→ **Work task**
Leave out the lines before the one with "has height=570, width=1014."; output that line and all remaining lines of the records exactly.
------ Entries supplied ------
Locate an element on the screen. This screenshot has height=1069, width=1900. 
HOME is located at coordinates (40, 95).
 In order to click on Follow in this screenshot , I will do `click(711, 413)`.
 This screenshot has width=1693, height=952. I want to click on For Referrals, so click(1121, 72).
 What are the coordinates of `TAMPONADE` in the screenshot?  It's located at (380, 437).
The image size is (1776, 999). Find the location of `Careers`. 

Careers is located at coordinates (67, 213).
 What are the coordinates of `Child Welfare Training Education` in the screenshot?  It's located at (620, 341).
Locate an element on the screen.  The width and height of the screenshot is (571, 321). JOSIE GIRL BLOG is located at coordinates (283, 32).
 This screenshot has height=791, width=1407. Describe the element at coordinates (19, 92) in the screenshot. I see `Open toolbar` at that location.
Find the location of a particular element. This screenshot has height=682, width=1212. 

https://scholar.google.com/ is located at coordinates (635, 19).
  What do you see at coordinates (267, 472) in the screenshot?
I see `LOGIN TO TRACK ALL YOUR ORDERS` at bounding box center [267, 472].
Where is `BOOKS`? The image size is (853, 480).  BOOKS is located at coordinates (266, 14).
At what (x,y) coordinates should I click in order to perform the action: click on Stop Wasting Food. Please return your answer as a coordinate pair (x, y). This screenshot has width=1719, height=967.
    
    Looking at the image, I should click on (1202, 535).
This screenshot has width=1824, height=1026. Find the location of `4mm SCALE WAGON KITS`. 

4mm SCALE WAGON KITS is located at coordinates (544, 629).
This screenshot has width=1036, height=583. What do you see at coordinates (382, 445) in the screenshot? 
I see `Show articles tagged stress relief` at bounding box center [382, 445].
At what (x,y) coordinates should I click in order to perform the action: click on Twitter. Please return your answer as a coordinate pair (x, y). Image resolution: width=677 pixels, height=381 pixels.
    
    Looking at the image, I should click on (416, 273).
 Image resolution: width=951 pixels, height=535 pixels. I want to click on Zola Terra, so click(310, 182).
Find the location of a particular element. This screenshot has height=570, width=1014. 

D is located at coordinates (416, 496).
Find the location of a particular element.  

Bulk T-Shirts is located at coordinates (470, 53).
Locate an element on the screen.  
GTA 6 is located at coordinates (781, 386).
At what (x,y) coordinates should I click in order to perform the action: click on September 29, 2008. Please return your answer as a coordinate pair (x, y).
------
→ **Completed task**
Find the location of a particular element. This screenshot has height=570, width=1014. 

D is located at coordinates (416, 496).
Find the location of a particular element.  

Bulk T-Shirts is located at coordinates (470, 53).
Locate an element on the screen.  
GTA 6 is located at coordinates (781, 386).
At what (x,y) coordinates should I click in order to perform the action: click on September 29, 2008. Please return your answer as a coordinate pair (x, y).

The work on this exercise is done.